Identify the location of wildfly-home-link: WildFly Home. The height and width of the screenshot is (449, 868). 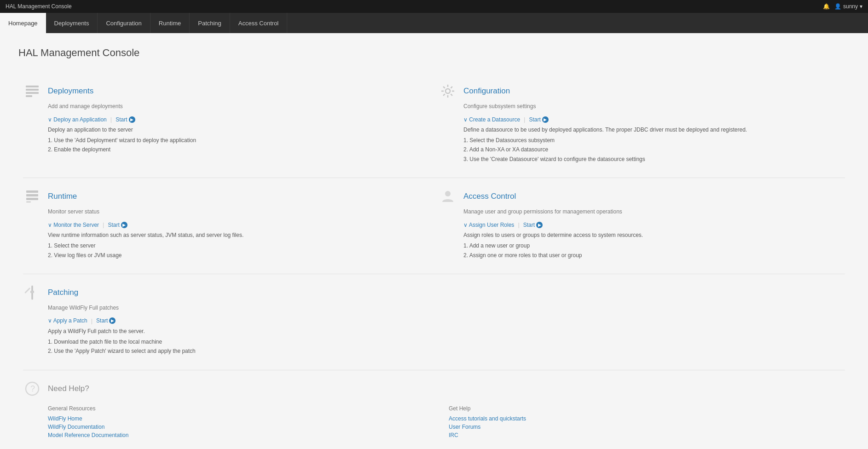
(246, 419).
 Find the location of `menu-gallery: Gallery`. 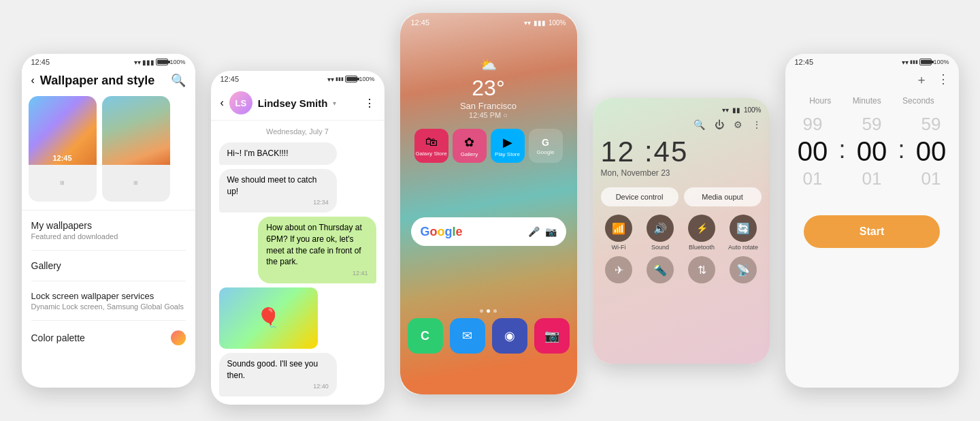

menu-gallery: Gallery is located at coordinates (109, 266).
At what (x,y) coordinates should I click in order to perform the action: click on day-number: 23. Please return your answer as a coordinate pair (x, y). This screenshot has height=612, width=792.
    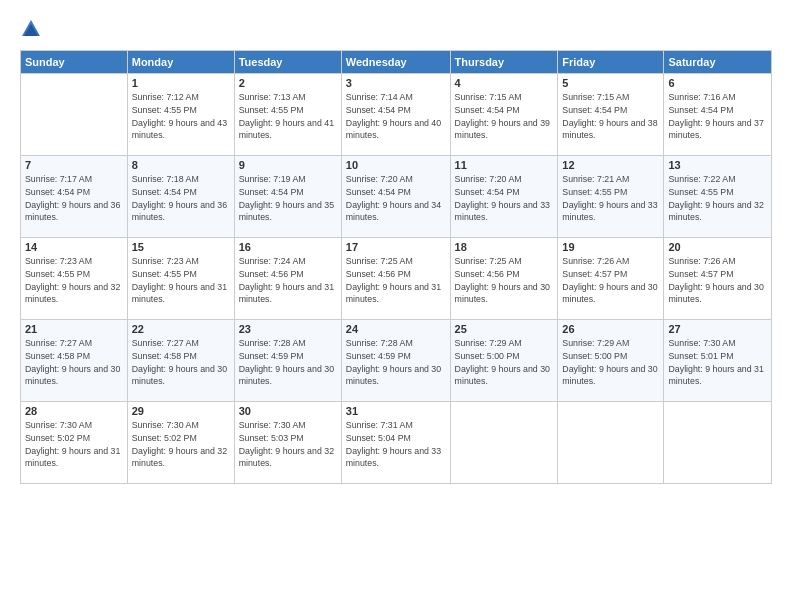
—————
■ **Try it**: Each entry above should be written out verbatim, minus its pictures.

■ **Answer below**:
Identify the location of wildfly-home-link: WildFly Home. The height and width of the screenshot is (449, 868). 
(246, 419).
 Find the location of `menu-gallery: Gallery`. 

menu-gallery: Gallery is located at coordinates (109, 266).
At what (x,y) coordinates should I click in order to perform the action: click on day-number: 23. Please return your answer as a coordinate pair (x, y). This screenshot has height=612, width=792.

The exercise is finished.